Saved entries:
━━━━━━━━━━━━━━━━
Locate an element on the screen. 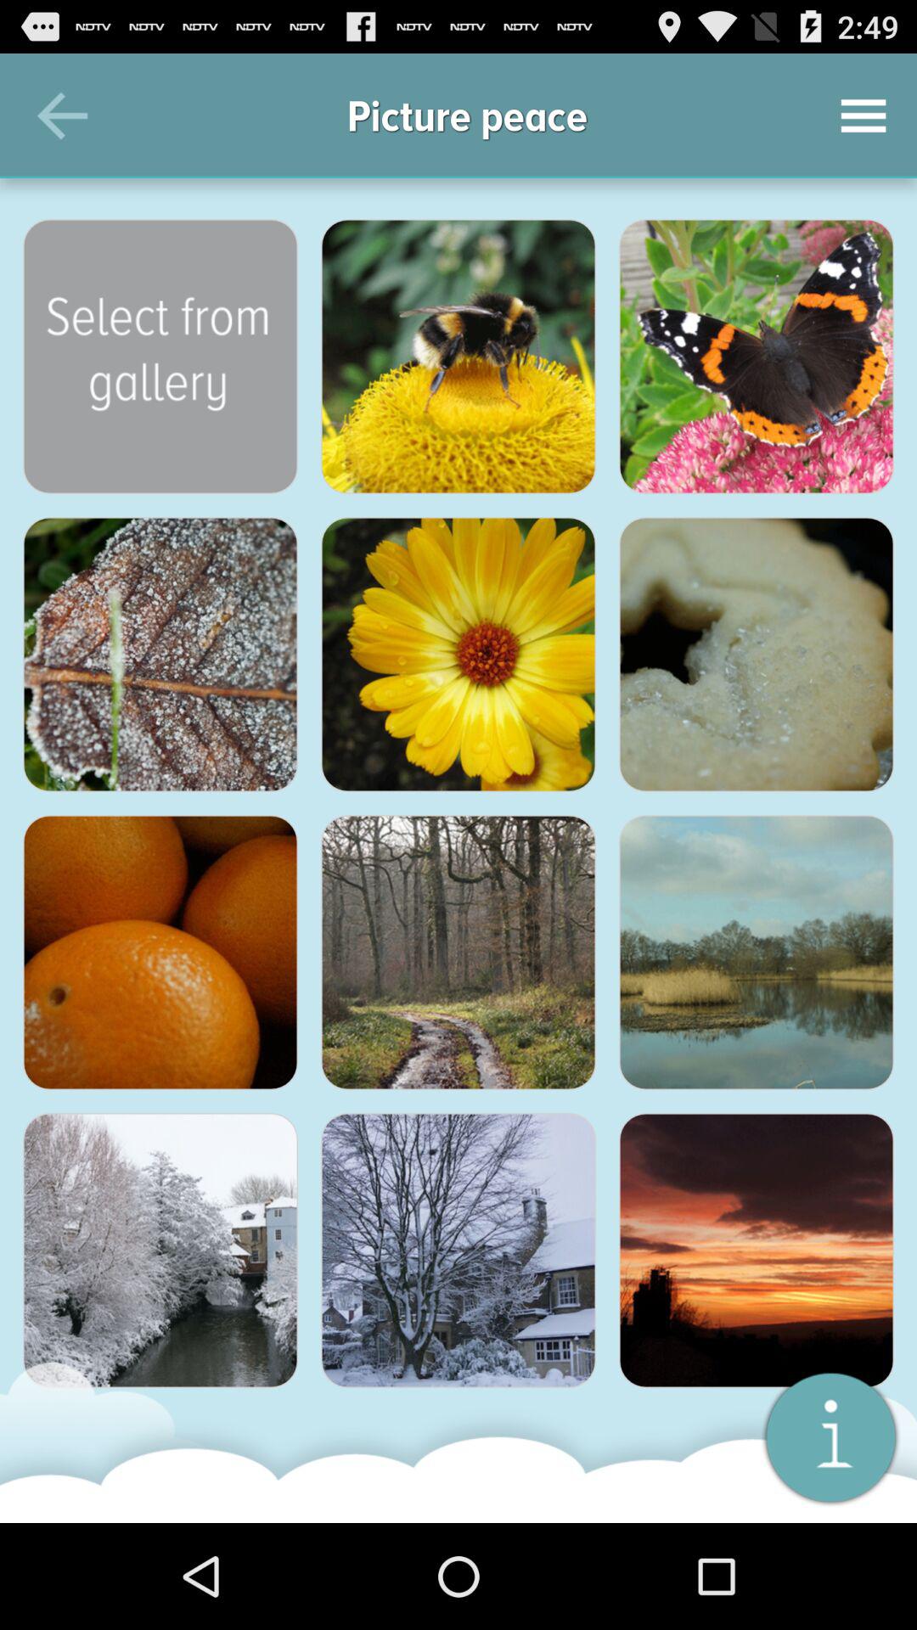 This screenshot has width=917, height=1630. select picture of a leaf is located at coordinates (160, 654).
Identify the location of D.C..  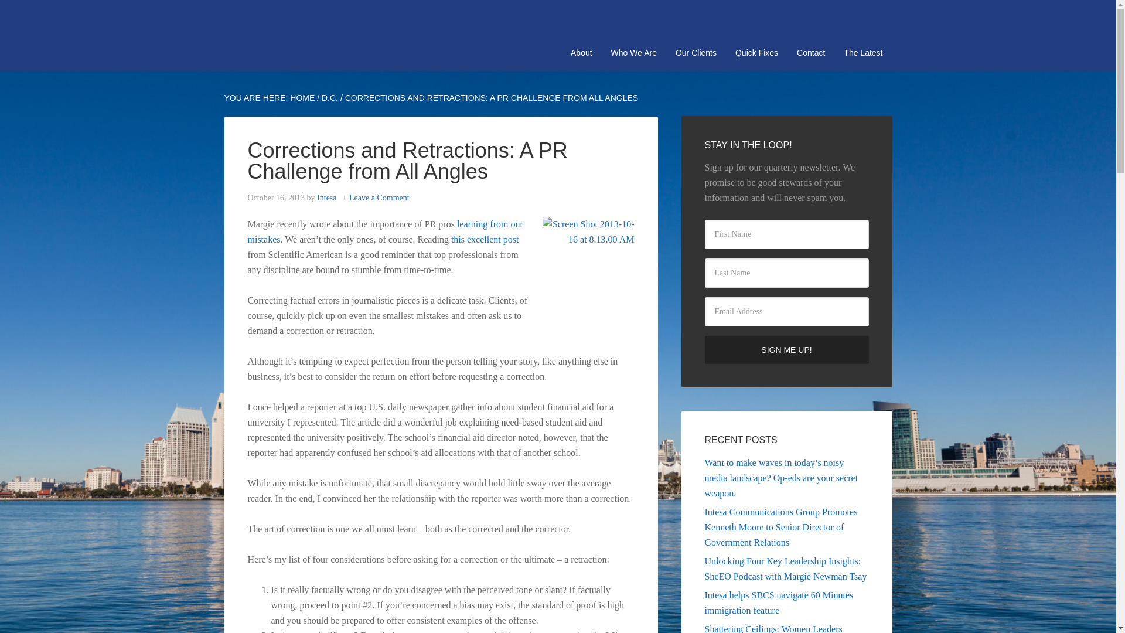
(330, 97).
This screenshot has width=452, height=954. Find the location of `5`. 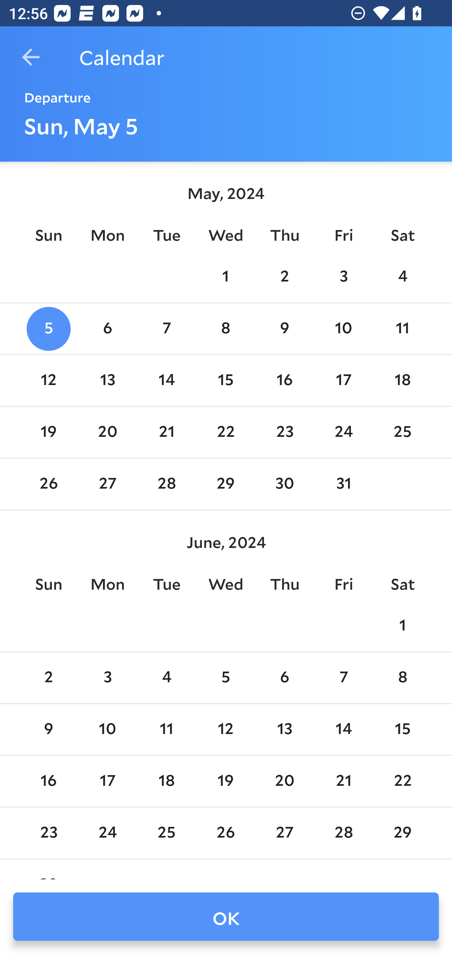

5 is located at coordinates (48, 329).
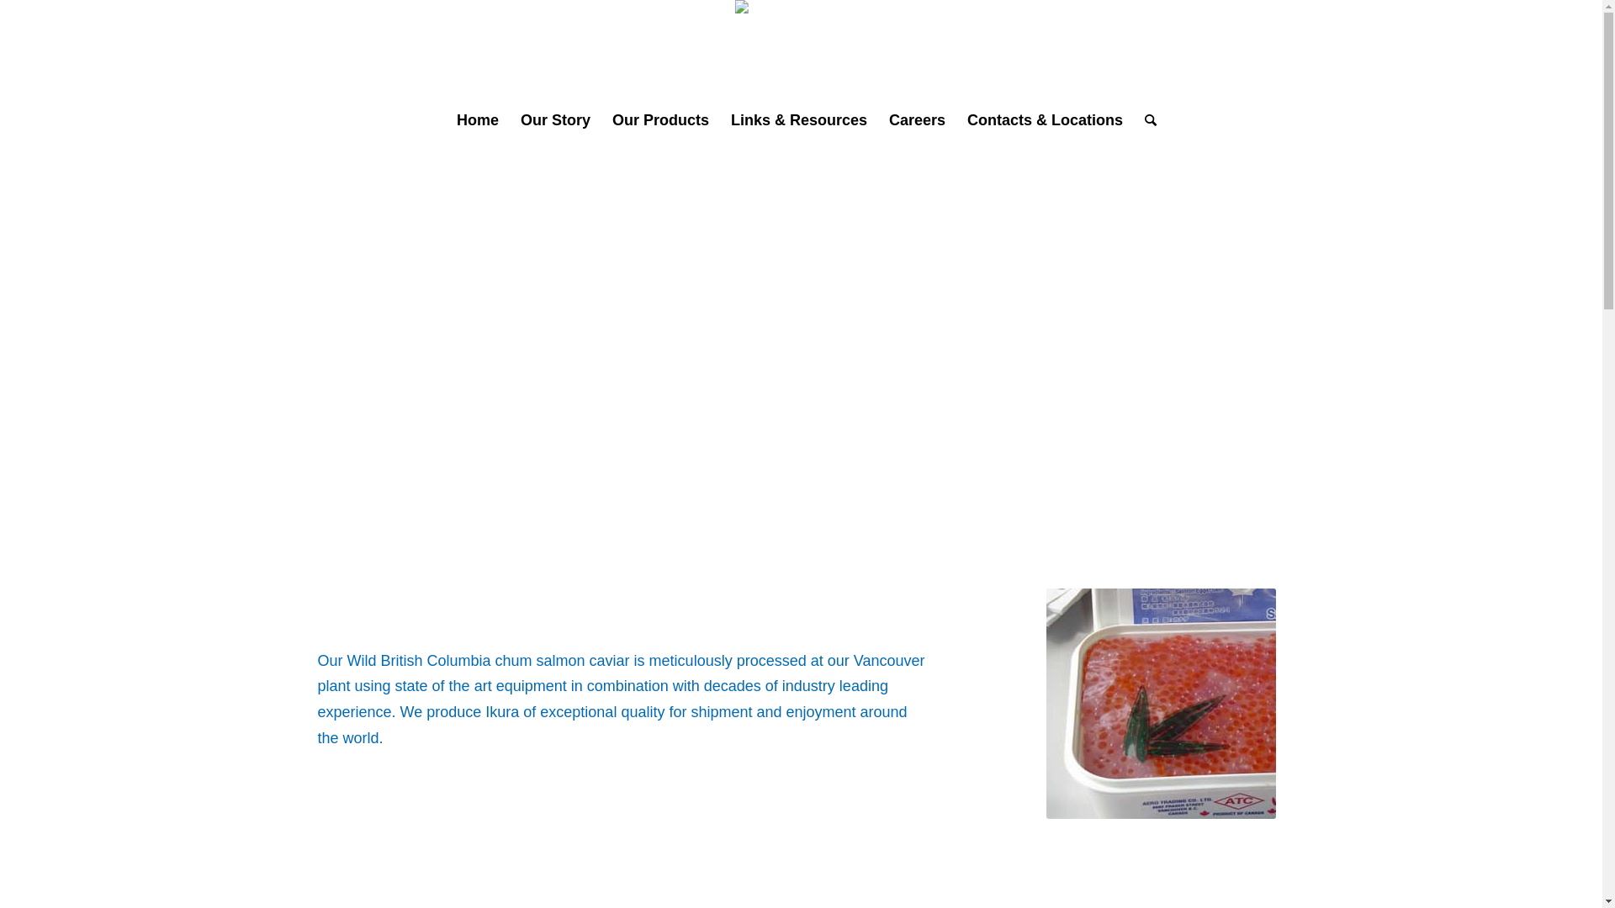 This screenshot has width=1615, height=908. Describe the element at coordinates (1161, 704) in the screenshot. I see `ikura body` at that location.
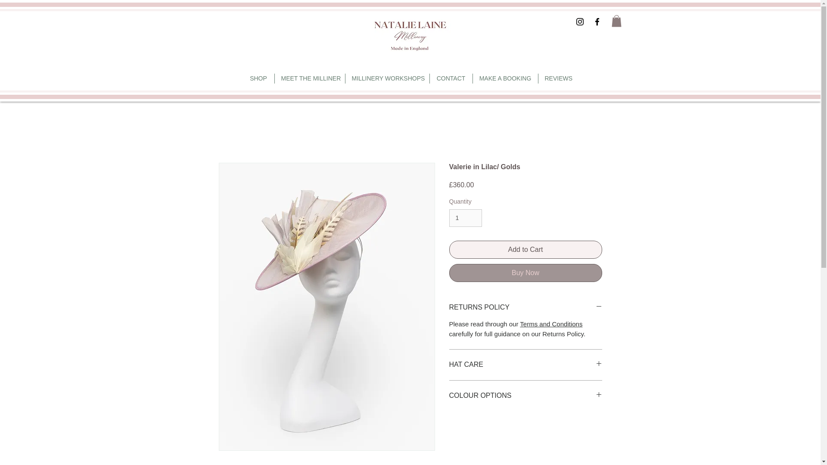 The width and height of the screenshot is (827, 465). I want to click on REVIEWS, so click(558, 78).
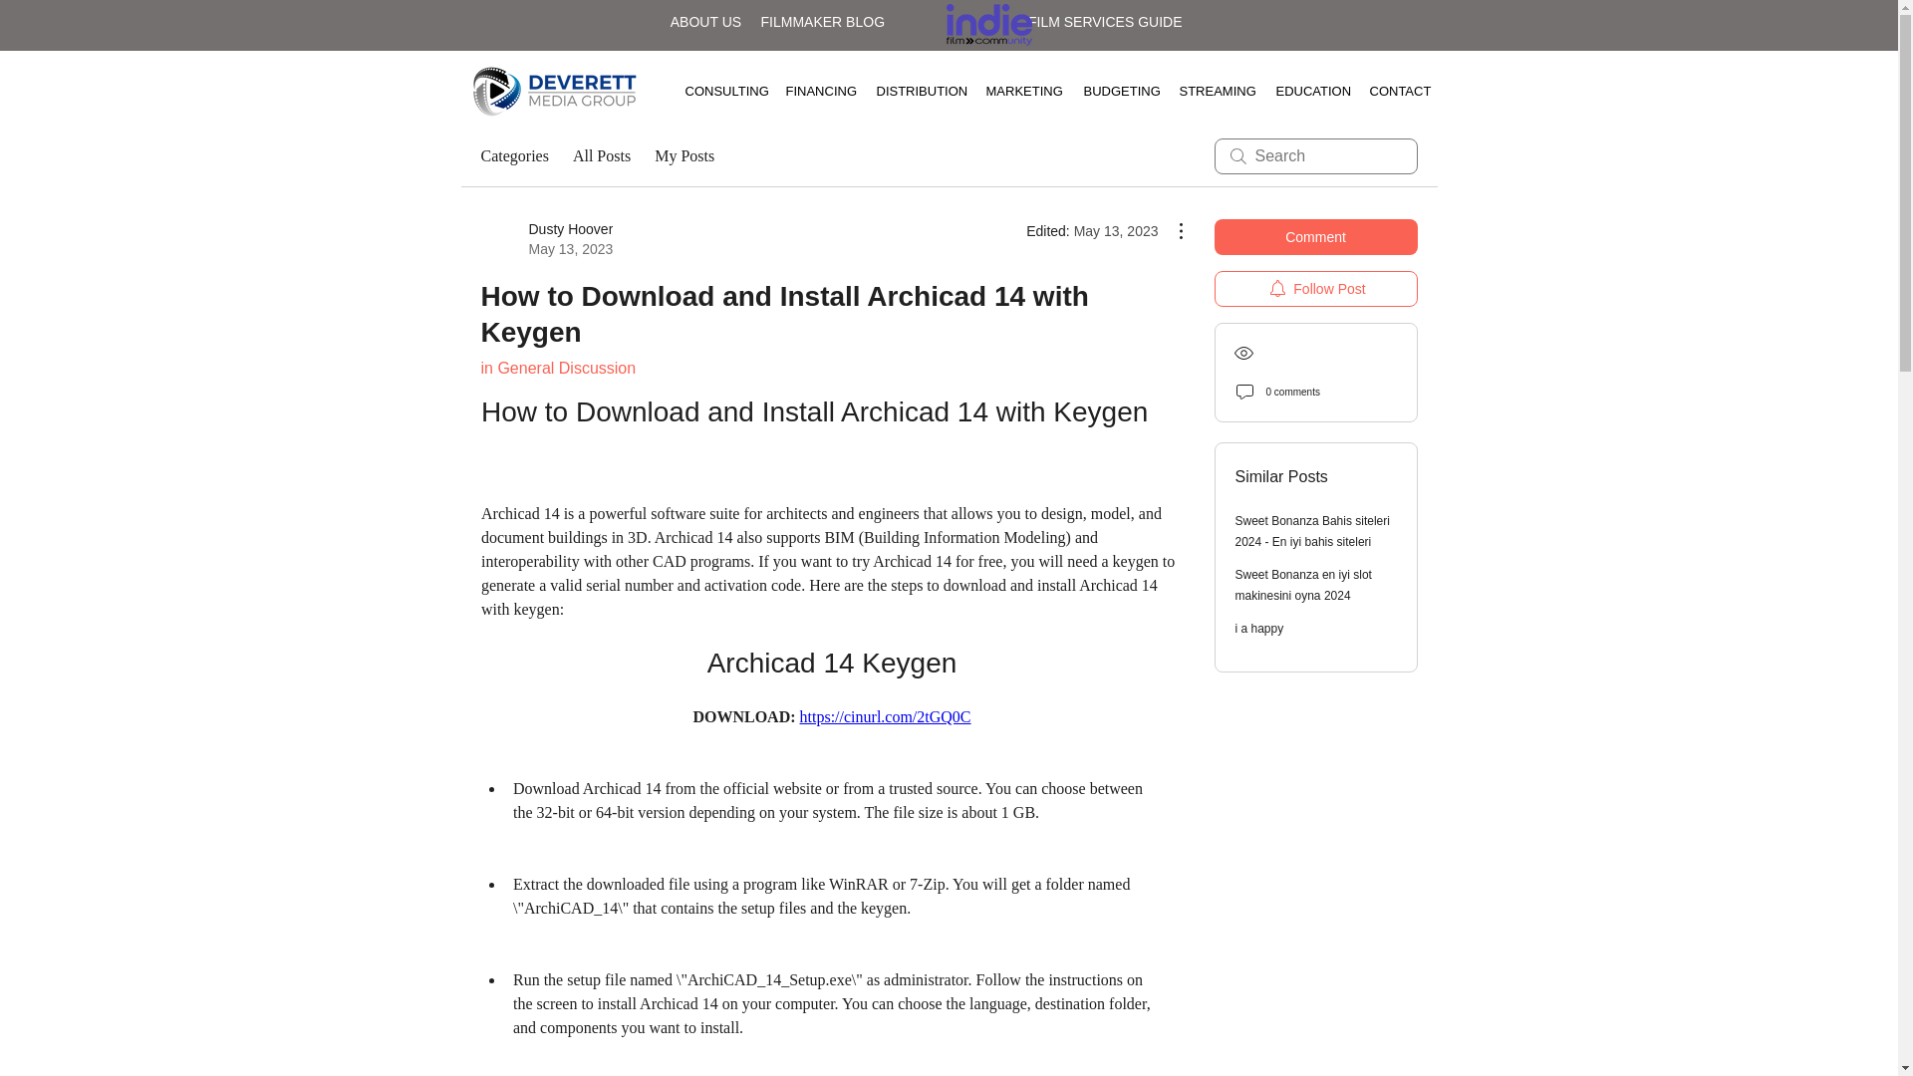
━━━━━━━━━━━━━━━━
Please retype exactly the lines from the line containing "Identify the location of D.C.." through the final line of the records above, inclusive, leaving out any pictures.

Identify the location of D.C..  
(330, 97).
This screenshot has width=452, height=954. Find the location of `5`. 

5 is located at coordinates (48, 329).
 This screenshot has width=1615, height=908. Describe the element at coordinates (1161, 704) in the screenshot. I see `ikura body` at that location.
 The width and height of the screenshot is (827, 465). I want to click on REVIEWS, so click(558, 78).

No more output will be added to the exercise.